## PROVIDED INFORMATION:
+ + +

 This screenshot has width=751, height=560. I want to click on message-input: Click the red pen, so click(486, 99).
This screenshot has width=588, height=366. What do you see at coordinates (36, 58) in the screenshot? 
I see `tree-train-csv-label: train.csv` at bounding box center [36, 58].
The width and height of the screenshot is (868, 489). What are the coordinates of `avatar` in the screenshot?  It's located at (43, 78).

+ + +

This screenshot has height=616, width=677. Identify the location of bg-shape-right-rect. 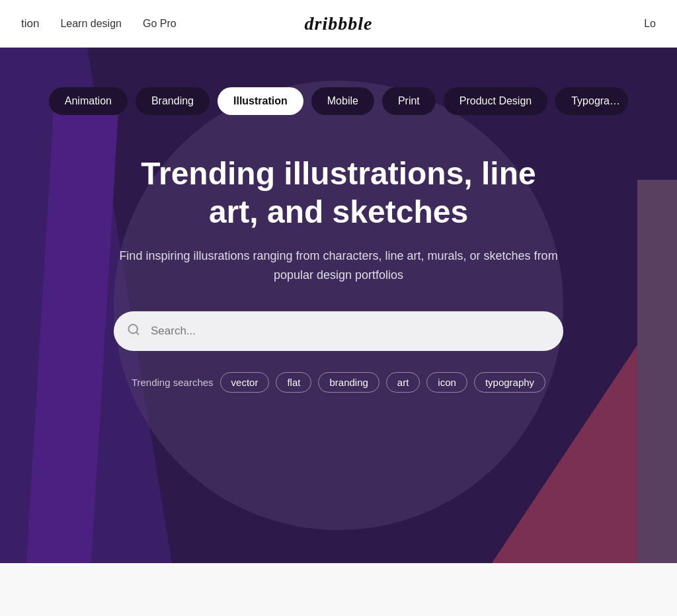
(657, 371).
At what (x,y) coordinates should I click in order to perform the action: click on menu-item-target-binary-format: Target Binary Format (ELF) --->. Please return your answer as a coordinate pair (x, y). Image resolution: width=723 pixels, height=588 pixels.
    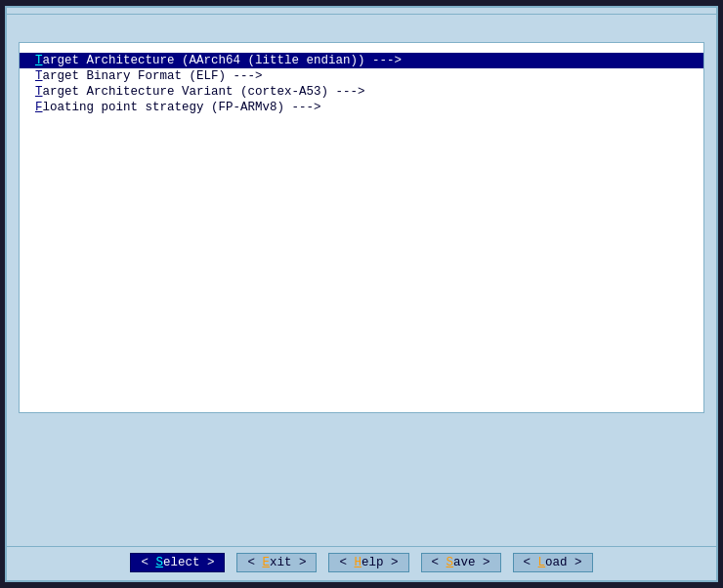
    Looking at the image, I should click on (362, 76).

+ + +

## YOUR OBJECTIVE:
Only one stretch of the records above is wanted: the lines between the one holding "This screenshot has width=588, height=366." and the one holding "The width and", inclusive, reproduced exactly.

## WRITTEN SOLUTION:
This screenshot has width=588, height=366. What do you see at coordinates (36, 58) in the screenshot? 
I see `tree-train-csv-label: train.csv` at bounding box center [36, 58].
The width and height of the screenshot is (868, 489). What are the coordinates of `avatar` in the screenshot?  It's located at (43, 78).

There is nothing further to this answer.